Philo van Kemenade
Creating tools, stories and things in between to amplify human connection with arts and culture.
6 countries
13 events
248 participants
40 prototypes
[Mesopatamian artists] had to ensure that the image helped to keep the mighty alive.
Wall painting on Thomb in Thebes 1400 BC
We really feel that we are looking at a peaceful scene. Nevertheless, even these works are much less realistic than we might think at first glance.
The Greeks broke through the rigid taboos of early Oriental art, and went out on a voyage of discovery to add more and more features from observation to the traditional images of the world.
Odysseus attacked by Laestrygonians ca. 50 - 40 BC
We feel we can almost touch them, and this feeling brings them and their message nearer to us. To the great masters of the Renaissance, the new devices and discoveries of art were never an end in themselves. They always used them to bring the meaning of their subject still nearer to our minds.
Masaccio 1427
The painter must leave the beholder something to guess.
'Sfumato'
Da Vinci 1502
Géricault 1821
Muybridge 1878
Thomas Nagel 1974
Tactile Vision Sensory Substitution
Paul Bachy-Rita, 1960's
seeing through touch
these slides:
slides.com/phivk/phenomenal/
@phivk
monkey gif by headlikeanorange.tumblr.com
Lascaux cave paintings by Adibu456
"Horse racing at Epsom" by Jean Louis Théodore Géricault - The Yorck Project: 10.000 Meisterwerke der Malerei. DVD-ROM, 2002. ISBN 3936122202. Distributed by DIRECTMEDIA Publishing GmbH.. Licensed under Public Domain via Wikimedia Commons - http://commons.wikimedia.org/wiki/File:Jean_Louis_Th%C3%A9odore_G%C3%A9ricault_001.jpg#/media/File:Jean_Louis_Th%C3%A9odore_G%C3%A9ricault_001.jpg
By Philo van Kemenade
Talk at Devise to Deliver XX, April 2015
Creating tools, stories and things in between to amplify human connection with arts and culture.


◆ TASK PROMPT
Print the lines of the data, starting with the first, up to and including the line where "Image is 868x456 pixels." appears.

◆ RECORDS FOR THIS EXERCISE
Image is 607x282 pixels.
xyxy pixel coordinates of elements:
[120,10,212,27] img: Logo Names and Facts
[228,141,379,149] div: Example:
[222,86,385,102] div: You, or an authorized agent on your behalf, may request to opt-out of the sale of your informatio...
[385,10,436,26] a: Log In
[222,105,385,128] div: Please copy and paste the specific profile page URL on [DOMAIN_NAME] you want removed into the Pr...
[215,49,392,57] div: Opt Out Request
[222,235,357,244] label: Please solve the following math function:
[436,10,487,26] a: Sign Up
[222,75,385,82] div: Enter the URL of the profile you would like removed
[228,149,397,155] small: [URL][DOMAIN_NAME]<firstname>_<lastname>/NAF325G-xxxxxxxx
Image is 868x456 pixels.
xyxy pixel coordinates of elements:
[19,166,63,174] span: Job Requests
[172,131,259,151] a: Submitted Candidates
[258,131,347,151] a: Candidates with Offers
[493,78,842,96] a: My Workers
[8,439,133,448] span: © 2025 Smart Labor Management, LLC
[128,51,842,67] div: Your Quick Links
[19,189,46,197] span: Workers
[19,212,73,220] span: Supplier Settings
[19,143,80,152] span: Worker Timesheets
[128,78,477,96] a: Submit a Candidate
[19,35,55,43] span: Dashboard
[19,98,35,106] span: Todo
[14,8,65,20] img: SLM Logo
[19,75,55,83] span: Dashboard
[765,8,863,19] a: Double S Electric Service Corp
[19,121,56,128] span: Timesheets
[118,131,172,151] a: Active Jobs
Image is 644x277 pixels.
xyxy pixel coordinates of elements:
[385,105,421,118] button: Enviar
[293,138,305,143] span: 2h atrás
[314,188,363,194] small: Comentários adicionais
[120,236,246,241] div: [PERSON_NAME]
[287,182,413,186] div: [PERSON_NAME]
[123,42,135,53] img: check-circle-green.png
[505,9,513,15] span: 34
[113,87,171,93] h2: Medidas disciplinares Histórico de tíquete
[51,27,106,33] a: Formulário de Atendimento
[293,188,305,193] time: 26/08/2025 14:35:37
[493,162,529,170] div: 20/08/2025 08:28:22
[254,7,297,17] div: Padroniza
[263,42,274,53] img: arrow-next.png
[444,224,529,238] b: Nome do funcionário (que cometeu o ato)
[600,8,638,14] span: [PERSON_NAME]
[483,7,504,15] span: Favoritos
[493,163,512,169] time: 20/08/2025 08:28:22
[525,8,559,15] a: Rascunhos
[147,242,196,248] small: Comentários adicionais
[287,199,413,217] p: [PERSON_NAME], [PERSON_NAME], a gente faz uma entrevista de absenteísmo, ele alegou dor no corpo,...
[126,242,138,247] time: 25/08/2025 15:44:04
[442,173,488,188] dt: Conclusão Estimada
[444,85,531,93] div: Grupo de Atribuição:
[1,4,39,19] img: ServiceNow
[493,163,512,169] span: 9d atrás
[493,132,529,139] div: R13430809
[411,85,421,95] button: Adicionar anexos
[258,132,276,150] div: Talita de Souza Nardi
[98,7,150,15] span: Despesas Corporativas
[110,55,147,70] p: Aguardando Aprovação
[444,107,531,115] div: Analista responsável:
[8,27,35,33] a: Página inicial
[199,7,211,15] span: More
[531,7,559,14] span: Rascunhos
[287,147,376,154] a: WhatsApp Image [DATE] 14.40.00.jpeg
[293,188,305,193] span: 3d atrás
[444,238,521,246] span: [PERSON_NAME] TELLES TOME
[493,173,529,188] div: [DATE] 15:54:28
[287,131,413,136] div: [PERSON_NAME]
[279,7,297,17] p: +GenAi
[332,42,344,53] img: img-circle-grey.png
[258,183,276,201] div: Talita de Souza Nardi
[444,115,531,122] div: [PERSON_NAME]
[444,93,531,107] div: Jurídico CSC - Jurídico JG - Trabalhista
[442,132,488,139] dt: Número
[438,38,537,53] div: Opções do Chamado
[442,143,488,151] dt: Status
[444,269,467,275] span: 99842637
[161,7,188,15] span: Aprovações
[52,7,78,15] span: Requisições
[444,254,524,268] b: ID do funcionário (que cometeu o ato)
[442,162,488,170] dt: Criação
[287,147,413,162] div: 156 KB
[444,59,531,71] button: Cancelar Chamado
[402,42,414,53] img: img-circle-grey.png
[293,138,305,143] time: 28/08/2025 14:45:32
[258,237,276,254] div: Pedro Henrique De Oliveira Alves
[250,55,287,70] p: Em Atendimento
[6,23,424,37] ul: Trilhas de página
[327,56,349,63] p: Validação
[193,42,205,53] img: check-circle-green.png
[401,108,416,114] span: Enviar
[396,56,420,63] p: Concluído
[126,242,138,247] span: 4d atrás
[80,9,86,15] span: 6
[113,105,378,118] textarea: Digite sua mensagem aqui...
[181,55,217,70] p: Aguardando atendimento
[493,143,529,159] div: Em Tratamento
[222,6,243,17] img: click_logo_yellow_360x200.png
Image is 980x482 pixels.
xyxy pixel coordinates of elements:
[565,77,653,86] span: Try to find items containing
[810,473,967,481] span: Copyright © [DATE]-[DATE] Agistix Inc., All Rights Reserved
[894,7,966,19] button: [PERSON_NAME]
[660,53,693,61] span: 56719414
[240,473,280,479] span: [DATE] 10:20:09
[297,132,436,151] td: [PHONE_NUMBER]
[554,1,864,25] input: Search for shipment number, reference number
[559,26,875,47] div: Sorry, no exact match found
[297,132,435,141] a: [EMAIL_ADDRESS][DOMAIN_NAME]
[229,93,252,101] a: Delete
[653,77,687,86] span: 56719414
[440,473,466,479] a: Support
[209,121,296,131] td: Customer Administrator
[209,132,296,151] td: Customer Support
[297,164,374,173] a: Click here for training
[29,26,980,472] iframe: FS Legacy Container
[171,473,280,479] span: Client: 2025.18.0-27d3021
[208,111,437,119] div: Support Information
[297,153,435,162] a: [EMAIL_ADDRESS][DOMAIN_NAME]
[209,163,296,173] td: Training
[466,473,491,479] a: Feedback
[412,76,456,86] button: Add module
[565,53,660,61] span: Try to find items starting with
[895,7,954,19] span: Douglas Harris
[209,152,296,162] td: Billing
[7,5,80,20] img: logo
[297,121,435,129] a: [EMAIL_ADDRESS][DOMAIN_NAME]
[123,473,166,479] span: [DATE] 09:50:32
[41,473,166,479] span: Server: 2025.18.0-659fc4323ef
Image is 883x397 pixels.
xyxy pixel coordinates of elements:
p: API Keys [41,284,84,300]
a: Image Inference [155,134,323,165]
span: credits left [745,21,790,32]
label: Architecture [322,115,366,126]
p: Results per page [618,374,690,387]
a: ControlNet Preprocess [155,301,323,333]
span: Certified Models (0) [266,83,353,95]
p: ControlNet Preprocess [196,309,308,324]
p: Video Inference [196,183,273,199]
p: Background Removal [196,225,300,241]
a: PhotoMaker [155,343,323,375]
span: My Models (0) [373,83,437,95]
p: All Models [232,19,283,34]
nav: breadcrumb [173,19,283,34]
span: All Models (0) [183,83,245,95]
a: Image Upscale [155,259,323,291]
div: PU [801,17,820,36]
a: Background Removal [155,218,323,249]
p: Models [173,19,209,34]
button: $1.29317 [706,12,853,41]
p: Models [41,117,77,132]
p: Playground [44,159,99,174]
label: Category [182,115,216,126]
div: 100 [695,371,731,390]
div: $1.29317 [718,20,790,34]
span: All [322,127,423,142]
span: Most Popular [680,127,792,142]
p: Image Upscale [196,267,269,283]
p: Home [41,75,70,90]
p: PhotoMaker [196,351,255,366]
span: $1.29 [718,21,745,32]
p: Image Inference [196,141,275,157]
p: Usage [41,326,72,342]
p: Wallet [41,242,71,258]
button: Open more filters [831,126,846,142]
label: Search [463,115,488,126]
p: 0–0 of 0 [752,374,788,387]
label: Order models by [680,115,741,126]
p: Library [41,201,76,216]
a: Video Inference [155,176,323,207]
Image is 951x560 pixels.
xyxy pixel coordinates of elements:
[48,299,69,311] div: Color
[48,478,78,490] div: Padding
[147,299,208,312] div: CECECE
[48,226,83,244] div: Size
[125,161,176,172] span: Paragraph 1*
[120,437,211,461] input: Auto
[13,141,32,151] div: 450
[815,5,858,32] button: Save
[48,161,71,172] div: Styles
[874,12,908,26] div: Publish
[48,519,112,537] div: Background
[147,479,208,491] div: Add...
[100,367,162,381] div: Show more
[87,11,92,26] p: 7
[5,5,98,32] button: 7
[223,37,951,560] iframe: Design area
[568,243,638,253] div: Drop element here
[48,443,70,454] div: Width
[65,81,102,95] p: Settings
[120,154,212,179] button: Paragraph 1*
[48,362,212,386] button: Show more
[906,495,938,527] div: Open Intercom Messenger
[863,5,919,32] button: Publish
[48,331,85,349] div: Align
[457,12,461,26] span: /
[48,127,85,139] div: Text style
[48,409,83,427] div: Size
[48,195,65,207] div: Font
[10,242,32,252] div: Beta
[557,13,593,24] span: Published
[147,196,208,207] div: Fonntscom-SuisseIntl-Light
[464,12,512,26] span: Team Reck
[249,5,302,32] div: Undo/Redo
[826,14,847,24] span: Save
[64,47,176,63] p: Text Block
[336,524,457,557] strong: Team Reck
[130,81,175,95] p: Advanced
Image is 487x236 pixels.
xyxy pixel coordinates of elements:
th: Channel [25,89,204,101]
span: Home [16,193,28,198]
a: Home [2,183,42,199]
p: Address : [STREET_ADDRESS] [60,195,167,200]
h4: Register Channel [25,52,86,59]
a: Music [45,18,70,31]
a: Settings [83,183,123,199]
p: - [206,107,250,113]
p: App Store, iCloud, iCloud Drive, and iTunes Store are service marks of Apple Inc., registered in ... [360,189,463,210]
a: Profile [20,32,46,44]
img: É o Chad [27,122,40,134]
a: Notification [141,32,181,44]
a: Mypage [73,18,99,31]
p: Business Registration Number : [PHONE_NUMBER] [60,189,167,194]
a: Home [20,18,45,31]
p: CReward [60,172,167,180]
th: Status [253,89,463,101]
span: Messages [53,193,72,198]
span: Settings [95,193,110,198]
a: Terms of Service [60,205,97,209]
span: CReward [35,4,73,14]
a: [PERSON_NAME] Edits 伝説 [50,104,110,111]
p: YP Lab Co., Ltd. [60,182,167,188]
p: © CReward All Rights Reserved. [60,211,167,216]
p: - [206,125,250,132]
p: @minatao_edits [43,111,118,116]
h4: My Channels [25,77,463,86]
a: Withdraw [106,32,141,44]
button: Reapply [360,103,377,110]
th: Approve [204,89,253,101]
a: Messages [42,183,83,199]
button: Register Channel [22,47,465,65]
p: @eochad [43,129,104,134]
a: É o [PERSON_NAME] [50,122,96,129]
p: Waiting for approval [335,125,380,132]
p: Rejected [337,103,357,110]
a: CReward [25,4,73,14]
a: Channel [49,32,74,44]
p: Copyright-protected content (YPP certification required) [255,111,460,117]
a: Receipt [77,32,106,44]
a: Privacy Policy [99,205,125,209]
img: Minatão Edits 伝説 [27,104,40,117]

◆ RESULT OF THIS EXERCISE
Image is 607x282 pixels.
xyxy pixel coordinates of elements:
[120,10,212,27] img: Logo Names and Facts
[228,141,379,149] div: Example:
[222,86,385,102] div: You, or an authorized agent on your behalf, may request to opt-out of the sale of your informatio...
[385,10,436,26] a: Log In
[222,105,385,128] div: Please copy and paste the specific profile page URL on [DOMAIN_NAME] you want removed into the Pr...
[215,49,392,57] div: Opt Out Request
[222,235,357,244] label: Please solve the following math function:
[436,10,487,26] a: Sign Up
[222,75,385,82] div: Enter the URL of the profile you would like removed
[228,149,397,155] small: [URL][DOMAIN_NAME]<firstname>_<lastname>/NAF325G-xxxxxxxx
Image is 868x456 pixels.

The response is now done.